Measurement reading data —
○ ○ ○ ○
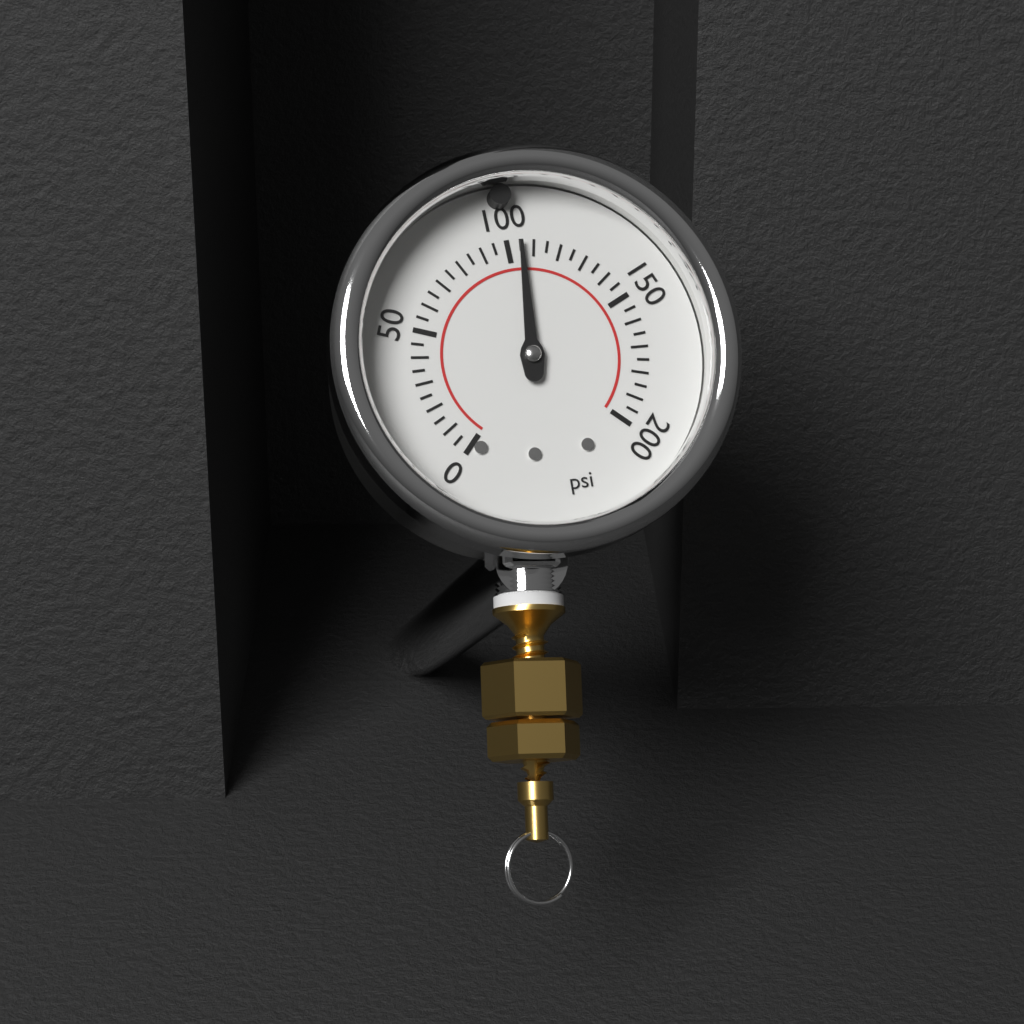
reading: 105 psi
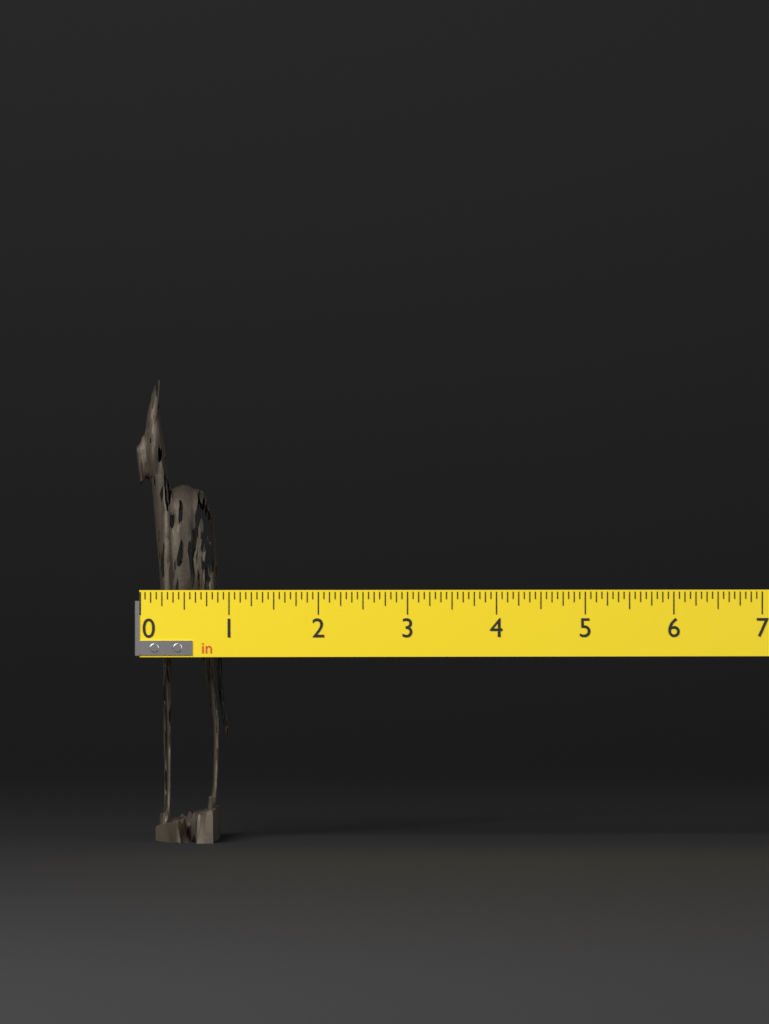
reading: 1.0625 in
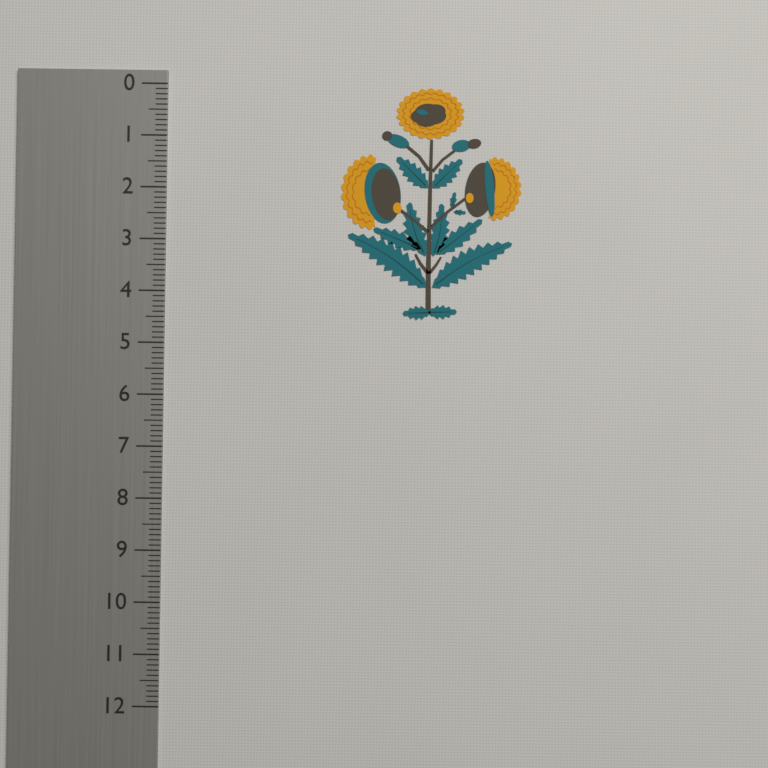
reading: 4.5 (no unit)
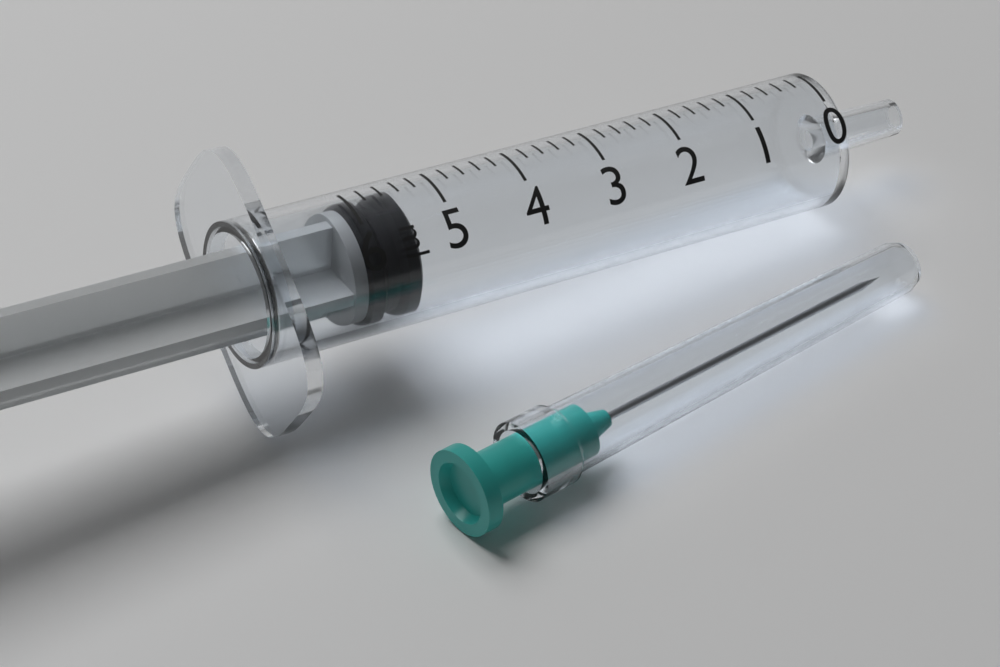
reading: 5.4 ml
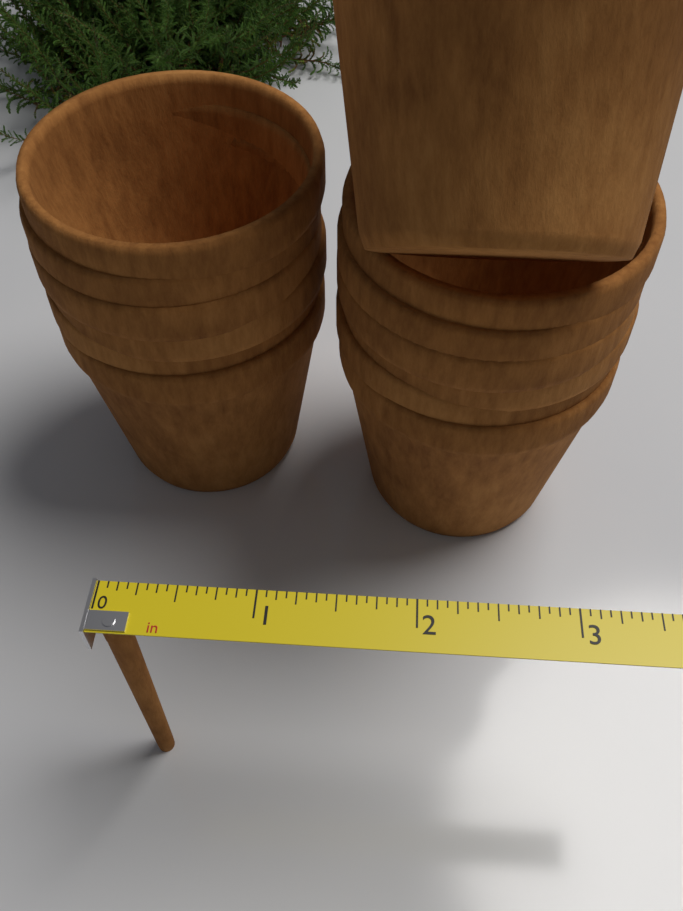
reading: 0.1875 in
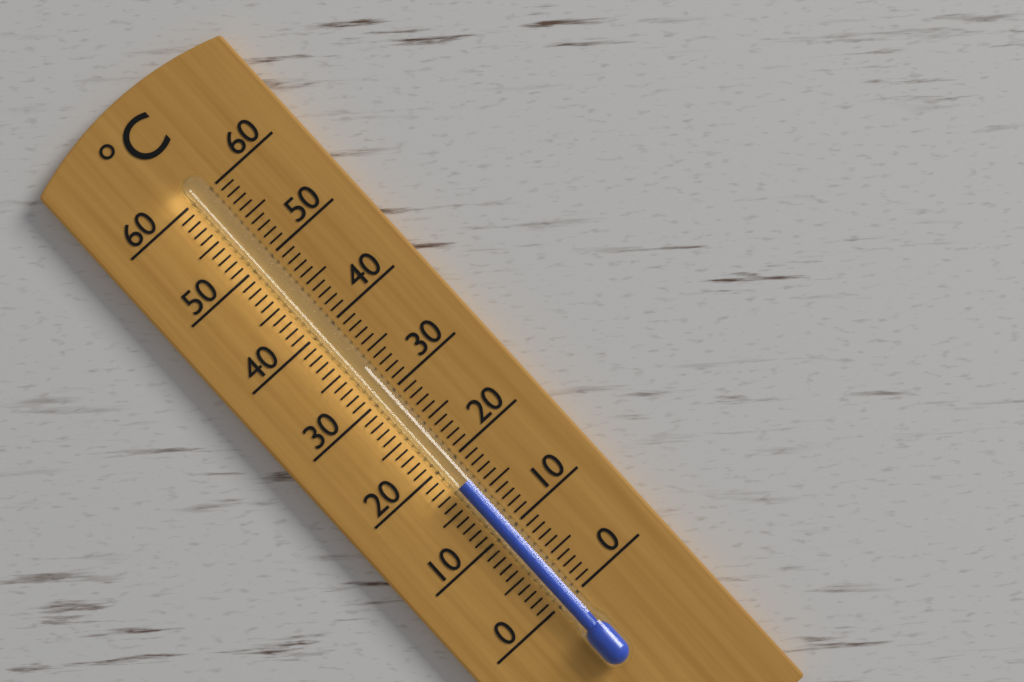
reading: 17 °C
○ ○ ○ ○
TASK OBJECTIVE —
What you return must be every entry, word for word, without any pictures.

ANSWER AREA —
reading: 105 psi
reading: 1.0625 in
reading: 4.5 (no unit)
reading: 5.4 ml
reading: 0.1875 in
reading: 17 °C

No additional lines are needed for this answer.